Be Part of the Change
Do you have experience of severe, complex and/or enduring mental health illnesses? Would you like to help develop research that will help to create real change in Scotland? The Mental Health Foundation, See Me, and Glasgow Caledonian University are undertaking a ground-breaking research project to understand how people living with severe and enduring mental health illnesses experience stigma and discrimination. We will be running a discussion group in early May with people who have faced stigma and discrimination because of the mental illnesses they live with. The purpose of the discussion group is to help shape research materials and gather your views on themes that should be explored with participants in focus group and one-to-one discussions that will best help us to understand the stigma and discrimination they have experienced. An online discussion group will be scheduled in early May and will take between 60 and 90 minutes. It will be facilitated by experienced researchers who are working on the study and who will integrate your comments and suggestions into the focus group and interview guides used in this research. For further information please see the full flyer attached in this link. If you would like to take part and help create change and reduce mental health stigma and discrimination in Scotland, please contact mmcbride@mentalhealth.org.uk
The Scottish Mental Health Arts Festival is back!
‘Gathering’, the opening event for the Scottish Mental Health Arts Festival 2022, will take place at the Centre for Contemporary Arts (CCA) in Glasgow on Wednesday 4th May! The day’s headline event is Gathering on Stage, an hour of live performances and film screenings in the CCA Theatre at 5pm. You can book your place here.
You can also join us for:
Gathering on Film
2pm – 3.45pm
Gather together to watch a selection of warm and uplifting films on the big screen on our opening day. We showcase community-based projects which have inspired hope during the pandemic, alongside shorts by local and international filmmakers expressing the importance of connection for our wellbeing. Book your place here
Mental Health Arts Network: How Do We Gather?
4pm – 5pm What should lockdown teach us about how we gather? Join us for an insightful conversation about how prejudice, illness, anxiety and other factors impact on our ability to gather, and what we should do about it. The discussion will bring together three recipients of this year’s SMHAF Gather artist commission – Jo Chukualim, Drew Taylor-Wilson and Bibo & Brian Keeley. Book your place here.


WORK REQUIRED
Your answer should hold all lines of the entries that include the word "contrasts".

═══ DATASET ENTRIES ═══

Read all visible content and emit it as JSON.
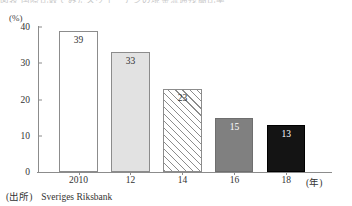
{
  "figure": {
    "title_cutoff": "図表 国際比較でみたスウェーデンの現金流通残高比率",
    "source_label": "(出所)",
    "source_text": "Sveriges Riksbank"
  },
  "chart_data": {
    "type": "bar",
    "title": "",
    "xlabel": "(年)",
    "ylabel": "(%)",
    "categories": [
      "2010",
      "12",
      "14",
      "16",
      "18"
    ],
    "values": [
      39,
      33,
      23,
      15,
      13
    ],
    "ylim": [
      0,
      40
    ],
    "yticks": [
      0,
      10,
      20,
      30,
      40
    ],
    "ytick_labels": [
      "0",
      "10",
      "20",
      "30",
      "40"
    ],
    "grid": false,
    "legend": "none",
    "bars": [
      {
        "category": "2010",
        "value": 39,
        "label": "39",
        "fill": "#ffffff",
        "border": "#8c8c8c",
        "label_color": "#333333",
        "pattern": "none"
      },
      {
        "category": "12",
        "value": 33,
        "label": "33",
        "fill": "#e2e2e2",
        "border": "#8c8c8c",
        "label_color": "#333333",
        "pattern": "none"
      },
      {
        "category": "14",
        "value": 23,
        "label": "23",
        "fill": "#ffffff",
        "border": "#8c8c8c",
        "label_color": "#333333",
        "pattern": "diagonal-hatch"
      },
      {
        "category": "16",
        "value": 15,
        "label": "15",
        "fill": "#808080",
        "border": "#6e6e6e",
        "label_color": "#ffffff",
        "pattern": "none"
      },
      {
        "category": "18",
        "value": 13,
        "label": "13",
        "fill": "#141414",
        "border": "#000000",
        "label_color": "#ffffff",
        "pattern": "none"
      }
    ]
  }
}
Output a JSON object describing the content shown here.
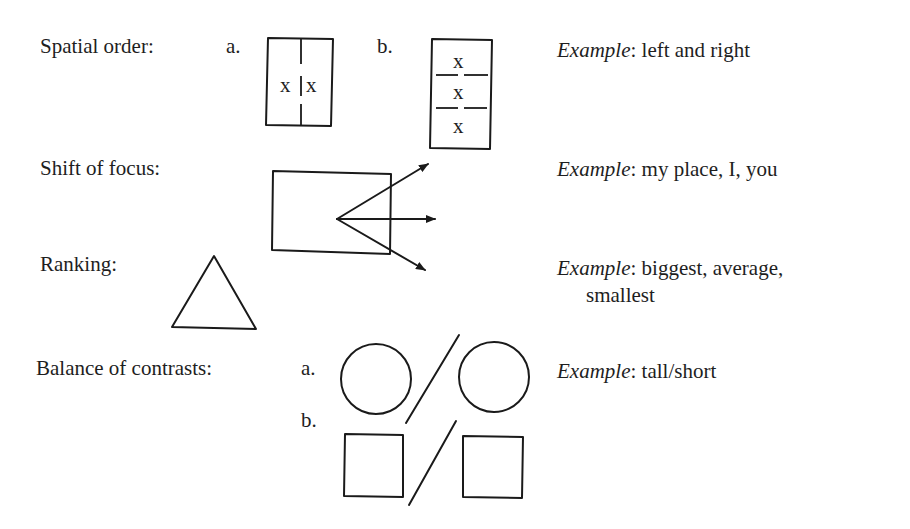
{
  "rows": [
    {
      "id": "spatial-order",
      "label": "Spatial order:",
      "variants": [
        "a.",
        "b."
      ],
      "marks": {
        "a": [
          "x",
          "x"
        ],
        "b": [
          "x",
          "x",
          "x"
        ]
      },
      "example_prefix": "Example",
      "example_text": ": left and right"
    },
    {
      "id": "shift-of-focus",
      "label": "Shift of focus:",
      "example_prefix": "Example",
      "example_text": ": my place, I, you"
    },
    {
      "id": "ranking",
      "label": "Ranking:",
      "example_prefix": "Example",
      "example_text": ": biggest, average,",
      "example_text_line2": "smallest"
    },
    {
      "id": "balance-of-contrasts",
      "label": "Balance of contrasts:",
      "variants": [
        "a.",
        "b."
      ],
      "example_prefix": "Example",
      "example_text": ": tall/short"
    }
  ]
}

═══

ANSWER
      "id": "balance-of-contrasts",
      "label": "Balance of contrasts:",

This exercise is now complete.